Brooks spends a lot of time in comparing and contrasting Sunni and Shiite Islam. The clear implication is that many of the practices of Islam which she finds abhorrent are today much more supported in the Shiite world than in the Sunni world.

She notes that her friend and western educated Iranian woman began to follow a strict rule of dress beyond what the Koran itself demands. She defended this on the grounds that one must go beyond the mere rules. Brooks seemed both surprised and somewhat disappointed in this move. However, I thought it made sense. If, as Brooks claims, this revival is in great measure a reaction to Western culture invading Muslim culture, then I would see that a serious resistance movement would have to be quite radical, even fundamentalist, in order to resist.

I’m not convinced such a tactic can long succeed in open culture, but the logic of the position makes sense to me. I can remember in the early 1960s when many of us in the simple life movement wanted to resist the growing materialism of our culture, we tried retreating into intentional communities like rural and urban communes, the Catholic Worker movement and other such communities. It may not have worked, but I’m not sure how else one fights off such a cultural upheaval.

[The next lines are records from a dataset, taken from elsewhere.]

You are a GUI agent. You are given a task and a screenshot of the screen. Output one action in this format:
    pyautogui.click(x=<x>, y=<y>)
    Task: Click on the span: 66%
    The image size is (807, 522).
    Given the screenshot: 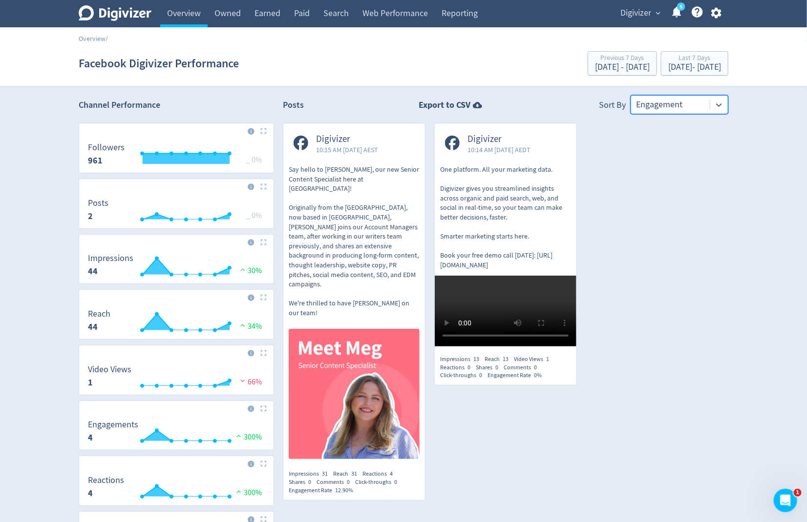 What is the action you would take?
    pyautogui.click(x=249, y=382)
    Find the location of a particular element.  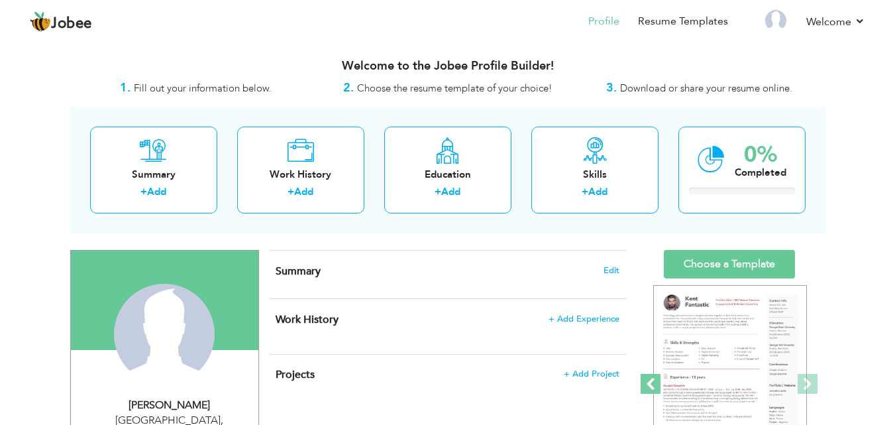

strong: 2. is located at coordinates (349, 87).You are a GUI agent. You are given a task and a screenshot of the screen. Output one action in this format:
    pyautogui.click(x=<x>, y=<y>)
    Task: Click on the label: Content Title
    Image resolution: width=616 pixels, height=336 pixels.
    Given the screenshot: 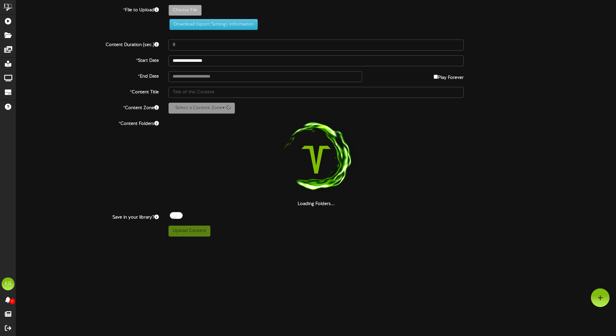 What is the action you would take?
    pyautogui.click(x=87, y=91)
    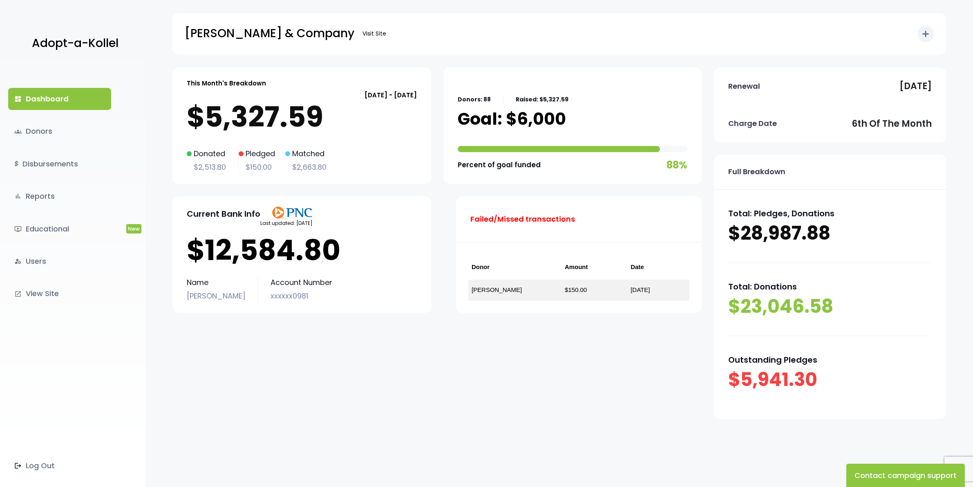 The image size is (973, 487). What do you see at coordinates (576, 289) in the screenshot?
I see `a: $150.00` at bounding box center [576, 289].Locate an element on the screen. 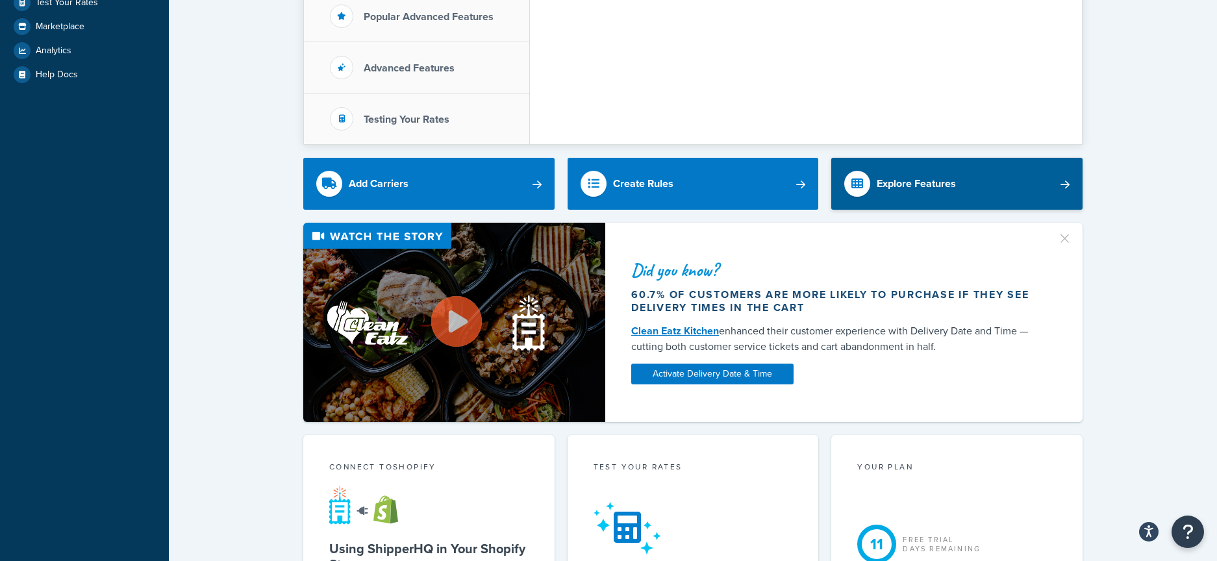 The height and width of the screenshot is (561, 1217). h3: Popular Advanced Features is located at coordinates (429, 17).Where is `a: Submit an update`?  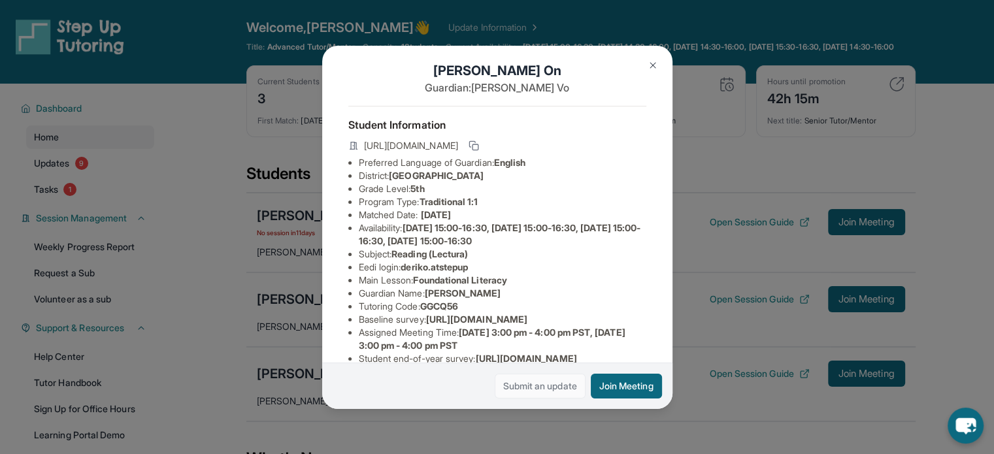
a: Submit an update is located at coordinates (540, 386).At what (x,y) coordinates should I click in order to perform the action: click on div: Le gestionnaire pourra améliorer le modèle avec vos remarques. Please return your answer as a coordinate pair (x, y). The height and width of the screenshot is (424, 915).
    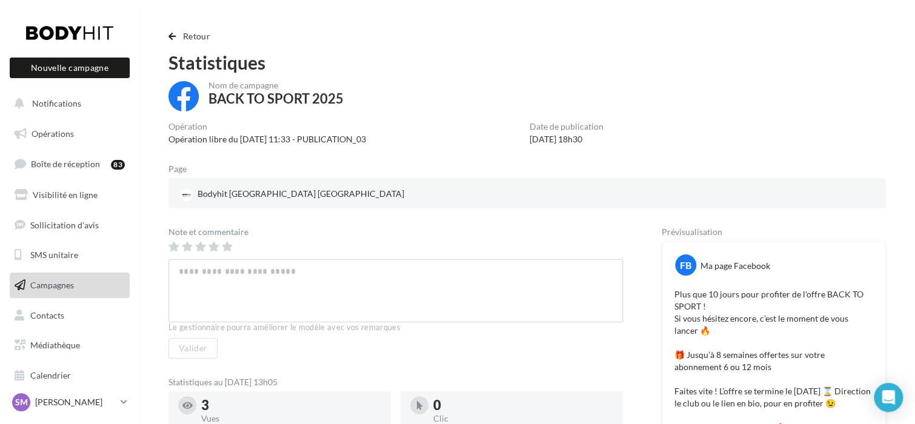
    Looking at the image, I should click on (395, 328).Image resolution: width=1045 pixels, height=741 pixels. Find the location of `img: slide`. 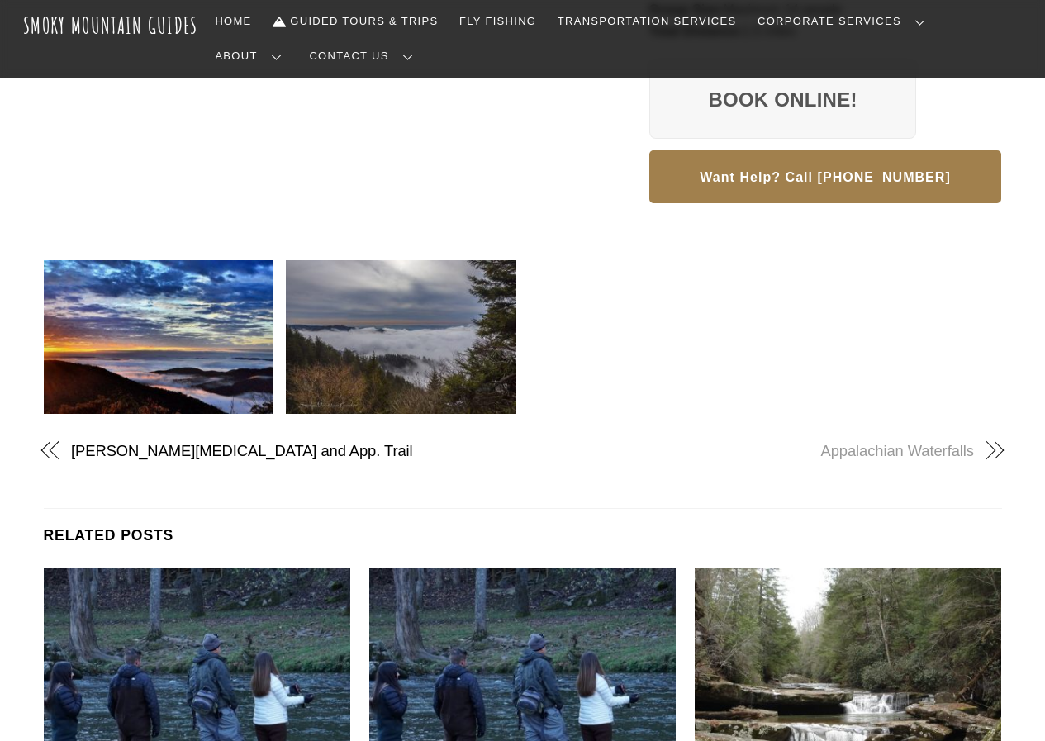

img: slide is located at coordinates (159, 337).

Another feature of the book is the analysis and condemnation of sexual mutilation and other aspects of women’s world being one that is beneath the world of men and under their control. Those criticisms were well defended, just and necessary. It seems so bizarre and crazy to us in the west, yet she makes clear the history and origins of such behaviors, yet justly evaluating them..

I was struck how much the split between Sunni and Shiite Islam sounded a great deal like the split in Christianity with Luther, between the Roman Catholic Church and then the rising power of Protestant Christianity. The roots were different, but there were striking similarities which could allowed me to think of these issues within Islam by harking back to similar clashes between the two forms of Christianity.

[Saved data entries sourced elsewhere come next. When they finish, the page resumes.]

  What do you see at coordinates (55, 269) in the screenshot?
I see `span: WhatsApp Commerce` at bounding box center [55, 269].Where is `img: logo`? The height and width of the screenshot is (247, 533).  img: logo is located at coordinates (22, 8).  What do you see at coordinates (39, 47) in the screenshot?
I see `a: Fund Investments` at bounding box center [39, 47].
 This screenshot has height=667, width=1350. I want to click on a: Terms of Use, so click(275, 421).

I remain troubled by the missing years. This suspicion also harks back to my own mind’s doing this comparison between the split between Protestants and Catholics and the split between Sunni and Shiites. I have a hard time thinking that all the practices that the modern Shiite movement have introduced in the past half century are harking back to an older version of Islam at the time of Mohammed. I would suspect there were many influences in those intervening years, as there were within Christianity, such as the 15th century’s selling of indulgences, the moral lives of the clergy of that time and the trauma of the Avignon papacy.

I do wish Brooks had explored more within those missing years in arriving at the contemporary situation with the lives of women within Islam.

Nonetheless, I would recommend this book to all. It helps to look at these traditions, horrible as many are, and to at least see them within the culture and to come to FEEL the threat that the incursion of western culture into the Muslim world presents to contemporary Muslims.